David Fleming
It's All Academic   www.davidflemingsite.com   
And Now For Something on a Completely Different Finger

February 8, 2011:  And Now For Something on a Completely Different Finger

So, Elvis Costello has declared he will no longer make albums. Is it just me, or is this a little difficult to believe?  Granted, in this article, he says there "will be new songs and new places to put them and ways to release them," so he probably won't become a recluse like Tucker Crowe in Nick Hornby's Juliet, Naked.  It is when Costello says, "There are new ways to consider making your music available, but for now, I have a plan to stay out of the way of that kind of thing maybe for five or 10 years or something," that my cynicism rears its ugly head.

Five to ten years!  This coming from the man who has released 32 studio albums, re-released his first 12 albums 3 additional times (including MP3 re-release), each including "bonus tracks," who has collaborated with Burt Bacharach, The Brodsky Quartet, Bill Frisell, and Allen Toussaint (to name just a few) in order to recharge his batteries.

Elvis Costello is the Donald Westlake of music, releasing material fast and furiously through the years.  Like Westlake returned frequently to the Dortmunder gang for material, Costello returns frequently to the rock-and-roll genre that made him.  I just can't see him hibernating from music releases (in whatever form they may be, for a decade, record deal issue or not).

At least Costello is not pretending to live out the sentiment he poignantly stated in "I Want to Vanish":

I want to vanish

This is my last request
I've given you the awful truth
Now give me my rest.

And I hope he hasn't become so inconsequential within the music industry (although I admit to not buying many of his albums the last decade) that he is the protagonist in "Home Is Anywhere You Hang Your Head":

The day ended as it began
As he was seconds older than the man he was this morning
And the world has wiped it's mouth since then
Or maybe it was yawning.

Hopefully, Costello isn't having his Prufrock moment, captured in "Two Little Hitlers":

I'll face the music
I'll face the facts
Even when we walk in polka dots and chequer slacks.

Even if Costello stays true to his assertion here, I'm confident he will never go gentle into that good night.  He's spent his career doing his best not to become the marketed carcass that his namesake became:

And they pulled him out of the cold, cold ground
And they put him in a suit of lights.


* [REQUIRED ACTION]: Filter the records below down to lines containing "container".

* [Figure record listings]:
▬▬▬
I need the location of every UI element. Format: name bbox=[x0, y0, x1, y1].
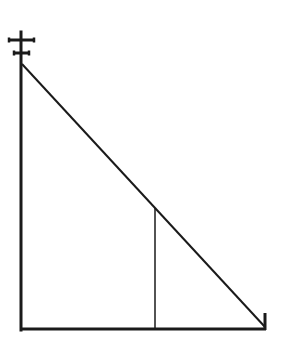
diagonal-line bbox=[22, 64, 265, 327]
diagram-canvas bbox=[0, 0, 291, 356]
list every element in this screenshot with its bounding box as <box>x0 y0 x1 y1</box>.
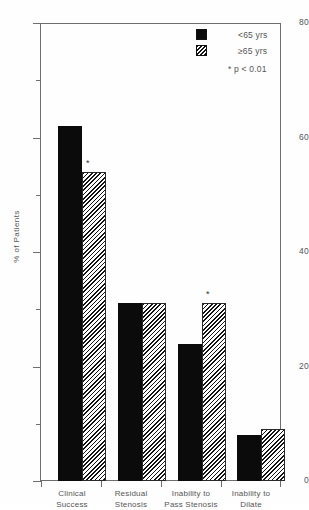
x-category-line-2: Pass Stenosis <box>157 500 225 510</box>
x-tick-3 <box>221 481 222 487</box>
bar-residual-stenosis-under65 <box>118 303 142 481</box>
y-tick-label-80: 80 <box>283 18 309 27</box>
x-category-line-1: Inability to <box>157 489 225 500</box>
legend-swatch-solid-icon <box>196 29 207 40</box>
legend-label-over65: ≥65 yrs <box>238 46 267 56</box>
y-tick-label-20: 20 <box>283 362 309 371</box>
bar-clinical-success-under65 <box>58 126 82 481</box>
y-tick-80 <box>33 23 41 24</box>
x-category-line-2: Success <box>42 500 102 510</box>
bar-inability-dilate-over65 <box>261 429 285 481</box>
x-category-inability-dilate: Inability to Dilate <box>221 489 281 510</box>
x-category-line-1: Inability to <box>221 489 281 500</box>
x-tick-1 <box>101 481 102 487</box>
bar-group-clinical-success: * <box>58 23 106 481</box>
y-tick-60 <box>33 138 41 139</box>
significance-star-inability-pass-stenosis: * <box>206 290 210 299</box>
y-tick-40 <box>33 252 41 253</box>
bar-residual-stenosis-over65 <box>142 303 166 481</box>
x-category-line-2: Dilate <box>221 500 281 510</box>
bar-inability-pass-stenosis-under65 <box>178 344 202 481</box>
y-tick-label-60: 60 <box>283 133 309 142</box>
x-category-inability-pass-stenosis: Inability to Pass Stenosis <box>157 489 225 510</box>
bar-group-inability-dilate <box>237 23 285 481</box>
y-tick-20 <box>33 367 41 368</box>
x-tick-left-edge <box>41 481 42 487</box>
significance-star-clinical-success: * <box>86 159 90 168</box>
y-tick-0 <box>33 481 41 482</box>
bar-inability-pass-stenosis-over65 <box>202 303 226 481</box>
x-tick-right-edge <box>280 481 281 487</box>
legend-label-under65: <65 yrs <box>238 30 268 40</box>
bar-group-inability-pass-stenosis: * <box>178 23 226 481</box>
bar-clinical-success-over65 <box>82 172 106 481</box>
y-tick-label-40: 40 <box>283 247 309 256</box>
legend-swatch-hatch-icon <box>196 45 207 56</box>
y-axis-title: % of Patients <box>12 197 21 277</box>
legend-significance-note: * p < 0.01 <box>228 64 267 74</box>
x-tick-2 <box>161 481 162 487</box>
x-category-line-2: Stenosis <box>101 500 161 510</box>
bars-container: * * <box>41 23 280 481</box>
x-category-residual-stenosis: Residual Stenosis <box>101 489 161 510</box>
bar-inability-dilate-under65 <box>237 435 261 481</box>
x-category-line-1: Clinical <box>42 489 102 500</box>
x-category-line-1: Residual <box>101 489 161 500</box>
y-tick-label-0: 0 <box>283 476 309 485</box>
bar-group-residual-stenosis <box>118 23 166 481</box>
x-category-clinical-success: Clinical Success <box>42 489 102 510</box>
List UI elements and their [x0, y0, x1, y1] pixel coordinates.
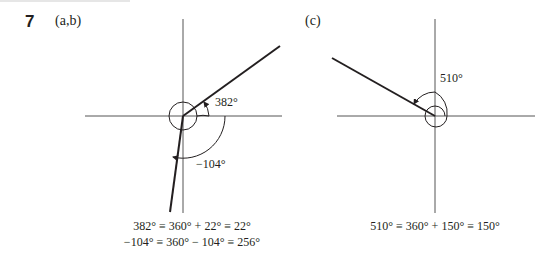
equation-382: 382° ≡ 360° + 22° ≡ 22°: [117, 219, 267, 234]
equation-510: 510° ≡ 360° + 150° ≡ 150°: [365, 219, 505, 234]
angle-label-510: 510°: [440, 71, 463, 86]
terminal-side-510: [332, 58, 435, 116]
equation-neg104: −104° ≡ 360° − 104° ≡ 256°: [108, 235, 276, 250]
diagram-ab: [85, 19, 282, 213]
angle-label-neg104: −104°: [196, 157, 226, 172]
terminal-side-neg104: [170, 116, 183, 212]
diagram-c: [332, 19, 535, 213]
arc-510: [414, 92, 447, 127]
angle-diagrams: [0, 0, 551, 253]
angle-label-382: 382°: [215, 95, 238, 110]
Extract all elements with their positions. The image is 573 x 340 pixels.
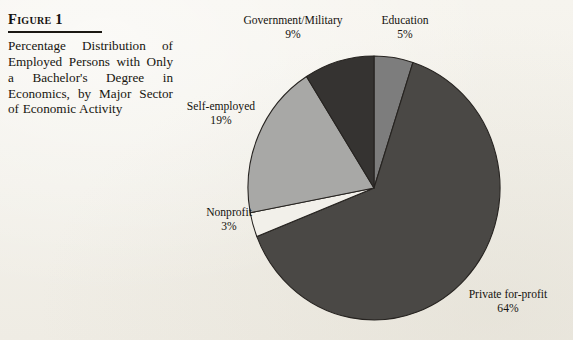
pie-label-value: 19% [160,114,282,128]
pie-label-value: 64% [447,302,569,316]
pie-label-value: 9% [228,28,358,42]
pie-label-nonprofit: Nonprofit 3% [175,206,283,233]
pie-wedge-group [248,56,500,320]
pie-label-name: Nonprofit [175,206,283,220]
figure-container: Figure 1 Percentage Distribution of Empl… [0,0,573,340]
pie-label-value: 5% [350,28,460,42]
pie-label-name: Private for-profit [447,288,569,302]
pie-label-value: 3% [175,220,283,234]
pie-label-self-employed: Self-employed 19% [160,100,282,127]
pie-label-name: Self-employed [160,100,282,114]
pie-label-private-for-profit: Private for-profit 64% [447,288,569,315]
pie-chart: Government/Military 9% Education 5% Self… [0,0,573,340]
pie-label-name: Government/Military [228,14,358,28]
pie-label-education: Education 5% [350,14,460,41]
pie-label-government-military: Government/Military 9% [228,14,358,41]
pie-label-name: Education [350,14,460,28]
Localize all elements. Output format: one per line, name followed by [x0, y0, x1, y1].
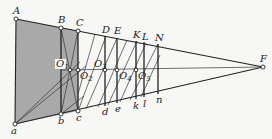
- label-F: F: [259, 53, 268, 64]
- label-D: D: [101, 24, 110, 35]
- label-e: e: [115, 103, 121, 114]
- label-K: K: [132, 29, 141, 40]
- label-L: L: [141, 31, 149, 42]
- label-l: l: [143, 98, 146, 109]
- point-O1: [68, 68, 72, 72]
- horizon-line: [62, 67, 263, 70]
- label-b: b: [58, 115, 64, 126]
- label-c: c: [76, 112, 82, 123]
- point-A: [14, 17, 18, 21]
- label-B: B: [57, 14, 65, 25]
- label-O4: O4: [119, 70, 132, 83]
- label-a: a: [11, 125, 17, 136]
- label-A: A: [12, 5, 20, 16]
- point-C: [76, 29, 80, 33]
- label-N: N: [154, 32, 165, 43]
- label-d: d: [102, 106, 108, 117]
- label-n: n: [156, 94, 162, 105]
- label-C: C: [76, 17, 84, 28]
- label-E: E: [113, 25, 122, 36]
- point-B: [59, 26, 63, 30]
- point-F: [261, 65, 265, 69]
- label-k: k: [133, 100, 139, 111]
- perspective-diagram: A B C D E K L N F a b c d e k l n O1 O2 …: [0, 0, 272, 139]
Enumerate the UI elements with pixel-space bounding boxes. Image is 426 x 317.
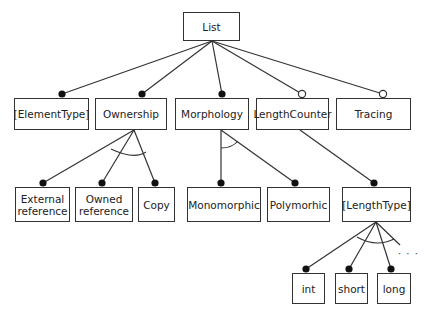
mandatory-marker-icon xyxy=(58,90,65,97)
feature-node-lengthcounter: LengthCounter xyxy=(256,98,329,130)
mandatory-marker-icon xyxy=(138,90,145,97)
edge-list-ownership xyxy=(138,41,212,98)
alternative-group-arc-ownership xyxy=(111,149,146,155)
feature-label: [LengthType] xyxy=(342,199,411,211)
mandatory-marker-icon xyxy=(39,179,46,186)
feature-node-lengthtype: [LengthType] xyxy=(342,187,411,222)
edge-list-tracing xyxy=(212,41,387,98)
optional-marker-icon xyxy=(298,90,305,97)
mandatory-marker-icon xyxy=(345,265,352,272)
mandatory-marker-icon xyxy=(302,265,309,272)
feature-node-list: List xyxy=(183,12,240,41)
feature-node-long: long xyxy=(377,273,411,304)
feature-label: Copy xyxy=(143,199,170,211)
edge-list-lengthcounter xyxy=(212,41,306,98)
feature-node-morphology: Morphology xyxy=(175,98,249,130)
feature-label: LengthCounter xyxy=(253,108,331,120)
more-alternatives-ellipsis: · · · xyxy=(398,248,419,259)
feature-label: [ElementType] xyxy=(14,108,90,120)
edge-lengthtype-long xyxy=(376,222,395,273)
edge-lengthcounter-lengthtype xyxy=(300,130,378,187)
feature-label: External reference xyxy=(16,193,69,217)
feature-label: int xyxy=(302,283,316,295)
mandatory-marker-icon xyxy=(151,179,158,186)
feature-node-copy: Copy xyxy=(138,187,175,222)
feature-diagram: List[ElementType]OwnershipMorphologyLeng… xyxy=(0,0,426,317)
mandatory-marker-icon xyxy=(218,90,225,97)
alternative-group-arc-morphology xyxy=(221,141,238,148)
feature-node-monomorphic: Monomorphic xyxy=(187,187,261,222)
edge-ownership-copy xyxy=(134,130,159,187)
edge-morphology-polymorhic xyxy=(221,130,299,187)
feature-node-int: int xyxy=(292,273,325,304)
mandatory-marker-icon xyxy=(98,179,105,186)
feature-node-polymorhic: Polymorhic xyxy=(267,187,330,222)
mandatory-marker-icon xyxy=(217,179,224,186)
feature-label: Monomorphic xyxy=(188,199,260,211)
feature-node-owned: Owned reference xyxy=(75,187,133,222)
edge-ownership-owned xyxy=(98,130,134,187)
feature-label: Ownership xyxy=(103,108,159,120)
edge-morphology-monomorphic xyxy=(217,130,224,187)
feature-label: Morphology xyxy=(181,108,243,120)
edge-lengthtype-int xyxy=(302,222,376,273)
feature-node-external: External reference xyxy=(15,187,70,222)
edge-list-morphology xyxy=(212,41,226,98)
optional-marker-icon xyxy=(379,90,386,97)
mandatory-marker-icon xyxy=(387,265,394,272)
feature-label: Owned reference xyxy=(76,193,132,217)
diagram-edges xyxy=(0,0,426,317)
feature-node-ownership: Ownership xyxy=(95,98,167,130)
edge-list-elementtype xyxy=(58,41,212,98)
alternative-group-arc-lengthtype xyxy=(357,237,394,243)
edge-ownership-external xyxy=(39,130,134,187)
mandatory-marker-icon xyxy=(370,179,377,186)
feature-label: Tracing xyxy=(355,108,393,120)
feature-label: short xyxy=(338,283,365,295)
feature-label: List xyxy=(202,21,220,33)
feature-node-tracing: Tracing xyxy=(336,98,411,130)
mandatory-marker-icon xyxy=(291,179,298,186)
feature-label: Polymorhic xyxy=(270,199,328,211)
feature-label: long xyxy=(383,283,406,295)
feature-node-short: short xyxy=(335,273,368,304)
edge-lengthtype-short xyxy=(345,222,376,273)
feature-node-elementtype: [ElementType] xyxy=(14,98,89,130)
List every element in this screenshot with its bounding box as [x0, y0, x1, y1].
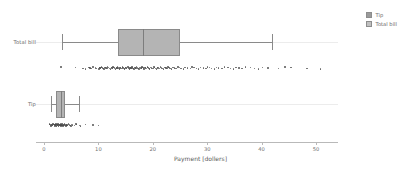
- x-tick-label-50: 50: [313, 146, 320, 152]
- data-point: [98, 125, 100, 127]
- legend-label: Total bill: [376, 21, 397, 27]
- legend-item-tip[interactable]: Tip: [366, 12, 397, 18]
- x-tick-label-10: 10: [95, 146, 102, 152]
- x-tick-label-20: 20: [149, 146, 156, 152]
- legend-item-total-bill[interactable]: Total bill: [366, 21, 397, 27]
- data-point: [85, 124, 87, 126]
- x-tick-label-40: 40: [258, 146, 265, 152]
- x-tick-label-30: 30: [204, 146, 211, 152]
- data-point: [74, 125, 76, 127]
- legend: TipTotal bill: [366, 12, 397, 29]
- legend-swatch-icon: [366, 12, 372, 18]
- x-tick-label-0: 0: [42, 146, 45, 152]
- data-point: [92, 124, 94, 126]
- strip-plot-tip: [0, 0, 401, 170]
- data-point: [72, 124, 74, 126]
- data-point: [76, 124, 78, 126]
- plot-axes: Total billTip01020304050: [0, 0, 401, 170]
- x-axis-title: Payment [dollers]: [0, 155, 401, 162]
- data-point: [67, 125, 69, 127]
- x-axis-line: [36, 142, 338, 143]
- data-point: [80, 125, 82, 127]
- legend-label: Tip: [376, 12, 384, 18]
- legend-swatch-icon: [366, 21, 372, 27]
- boxplot-figure: Total billTip01020304050 TipTotal bill P…: [0, 0, 401, 170]
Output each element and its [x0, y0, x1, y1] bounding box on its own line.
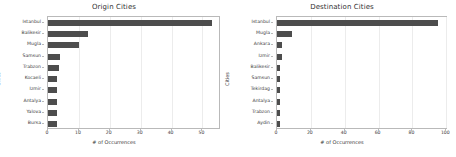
x-tick-mark — [140, 129, 141, 131]
y-tick-mark — [271, 78, 273, 79]
y-tick-mark — [42, 89, 44, 90]
panel-origin-cities: Origin Cities Cities IstanbulBalikesirMu… — [0, 0, 228, 157]
x-tick-mark — [78, 129, 79, 131]
figure-two-bar-charts: Origin Cities Cities IstanbulBalikesirMu… — [0, 0, 456, 157]
y-tick-label: Samsun — [252, 76, 270, 81]
gridline — [446, 17, 447, 128]
bar — [277, 76, 280, 82]
bar — [277, 42, 282, 48]
y-tick-labels-origin: IstanbulBalikesirMuglaSamsunTrabzonKocae… — [0, 16, 44, 129]
x-tick-label: 40 — [341, 131, 347, 136]
y-tick-label: Balikesir — [22, 31, 41, 36]
bars-destination — [277, 17, 446, 128]
x-tick-mark — [201, 129, 202, 131]
bar-row — [48, 17, 212, 28]
bar-row — [277, 40, 282, 51]
bar — [277, 121, 280, 127]
bar-row — [277, 62, 280, 73]
y-tick-label: Izmir — [259, 53, 270, 58]
bar-row — [277, 107, 280, 118]
x-tick-label: 0 — [46, 131, 49, 136]
y-tick-mark — [271, 22, 273, 23]
chart-title-origin: Origin Cities — [0, 3, 228, 11]
bar-row — [277, 28, 292, 39]
bar-row — [48, 51, 60, 62]
x-tick-mark — [411, 129, 412, 131]
y-tick-label: Mugla — [256, 31, 270, 36]
bar — [48, 54, 60, 60]
bar-row — [48, 107, 57, 118]
x-tick-label: 20 — [106, 131, 112, 136]
y-tick-label: Balikesir — [251, 65, 270, 70]
bar-row — [277, 85, 280, 96]
bar-row — [48, 40, 79, 51]
x-tick-mark — [109, 129, 110, 131]
x-tick-mark — [171, 129, 172, 131]
y-tick-label: Samsun — [23, 53, 41, 58]
plot-area-destination — [276, 16, 447, 129]
y-tick-mark — [271, 123, 273, 124]
bar-row — [48, 62, 59, 73]
y-tick-label: Aydin — [257, 121, 270, 126]
y-tick-mark — [271, 67, 273, 68]
panel-destination-cities: Destination Cities Cities IstanbulMuglaA… — [228, 0, 456, 157]
x-tick-label: 40 — [168, 131, 174, 136]
y-tick-mark — [271, 44, 273, 45]
x-tick-label: 0 — [275, 131, 278, 136]
bar — [48, 76, 57, 82]
y-tick-label: Kocaeli — [25, 76, 41, 81]
y-tick-label: Trabzon — [23, 65, 41, 70]
x-tick-label: 80 — [409, 131, 415, 136]
bar — [277, 20, 438, 26]
x-tick-label: 100 — [441, 131, 450, 136]
x-axis-label-destination: # of Occurrences — [228, 139, 456, 145]
x-tick-mark — [47, 129, 48, 131]
bars-origin — [48, 17, 219, 128]
x-tick-mark — [310, 129, 311, 131]
y-tick-label: Yalova — [26, 110, 41, 115]
y-tick-labels-destination: IstanbulMuglaAnkaraIzmirBalikesirSamsunT… — [229, 16, 273, 129]
y-tick-mark — [42, 112, 44, 113]
bar-row — [277, 17, 438, 28]
bar — [48, 31, 88, 37]
y-tick-label: Mugla — [27, 42, 41, 47]
bar — [277, 31, 292, 37]
y-tick-mark — [42, 101, 44, 102]
x-tick-label: 60 — [375, 131, 381, 136]
bar-row — [48, 96, 57, 107]
y-tick-mark — [271, 56, 273, 57]
bar-row — [277, 96, 280, 107]
y-tick-mark — [42, 22, 44, 23]
bar — [277, 99, 280, 105]
bar-row — [48, 85, 57, 96]
y-tick-mark — [42, 123, 44, 124]
y-tick-mark — [271, 112, 273, 113]
y-tick-mark — [271, 101, 273, 102]
x-tick-label: 30 — [137, 131, 143, 136]
y-tick-label: Antalya — [24, 98, 41, 103]
bar — [277, 65, 280, 71]
bar-row — [48, 119, 57, 130]
bar — [277, 87, 280, 93]
plot-area-origin — [47, 16, 220, 129]
y-tick-mark — [42, 56, 44, 57]
x-tick-label: 10 — [75, 131, 81, 136]
y-tick-label: Antalya — [253, 98, 270, 103]
y-tick-label: Tekirdag — [251, 87, 270, 92]
chart-title-destination: Destination Cities — [228, 3, 456, 11]
bar-row — [277, 74, 280, 85]
bar — [48, 121, 57, 127]
bar-row — [277, 119, 280, 130]
y-tick-label: Istanbul — [252, 19, 270, 24]
y-tick-mark — [42, 67, 44, 68]
x-tick-label: 50 — [199, 131, 205, 136]
y-tick-mark — [271, 89, 273, 90]
y-tick-label: Izmir — [30, 87, 41, 92]
x-tick-mark — [378, 129, 379, 131]
x-axis-label-origin: # of Occurrences — [0, 139, 228, 145]
bar-row — [48, 74, 57, 85]
x-tick-mark — [445, 129, 446, 131]
y-tick-label: Bursa — [28, 121, 41, 126]
y-tick-mark — [42, 44, 44, 45]
y-tick-label: Ankara — [254, 42, 270, 47]
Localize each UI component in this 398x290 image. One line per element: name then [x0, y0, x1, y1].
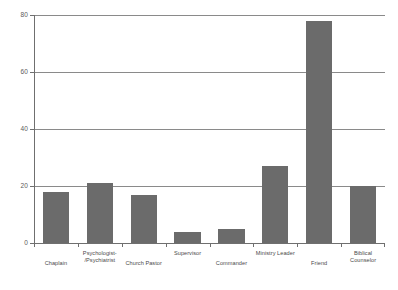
bar [350, 186, 376, 243]
bar [174, 232, 200, 243]
x-tick-mark [78, 243, 79, 247]
bar [43, 192, 69, 243]
x-tick-label: Psychologist- /Psychiatrist [83, 250, 117, 264]
bar [306, 21, 332, 243]
x-tick-mark [122, 243, 123, 247]
x-tick-mark [253, 243, 254, 247]
x-tick-label: Chaplain [45, 260, 67, 267]
x-tick-label: Biblical Counselor [350, 250, 376, 264]
x-tick-mark [210, 243, 211, 247]
bar [218, 229, 244, 243]
y-axis-labels: 020406080 [0, 0, 34, 290]
x-tick-mark [297, 243, 298, 247]
x-axis-labels: ChaplainPsychologist- /PsychiatristChurc… [34, 248, 385, 288]
bar-chart: 020406080 ChaplainPsychologist- /Psychia… [0, 0, 398, 290]
x-tick-mark [384, 243, 385, 247]
bar [262, 166, 288, 243]
x-tick-label: Friend [311, 260, 327, 267]
y-tick-label: 60 [21, 69, 28, 76]
bar [131, 195, 157, 243]
x-tick-mark [166, 243, 167, 247]
bar-series [34, 15, 385, 243]
bar [87, 183, 113, 243]
y-tick-label: 80 [21, 12, 28, 19]
x-tick-label: Supervisor [174, 250, 201, 257]
x-tick-mark [34, 243, 35, 247]
y-tick-label: 40 [21, 126, 28, 133]
x-tick-label: Ministry Leader [256, 250, 295, 257]
x-tick-label: Church Pastor [125, 260, 161, 267]
x-tick-mark [341, 243, 342, 247]
y-tick-label: 0 [24, 240, 28, 247]
x-tick-label: Commander [216, 260, 247, 267]
y-tick-label: 20 [21, 183, 28, 190]
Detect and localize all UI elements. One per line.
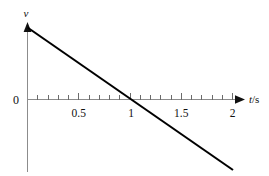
▬▬▬
* [ANSWER SPACE]:
bars-container: * * <box>41 23 280 481</box>
figure-container: Figure 1 Percentage Distribution of Empl… [0,0,573,340]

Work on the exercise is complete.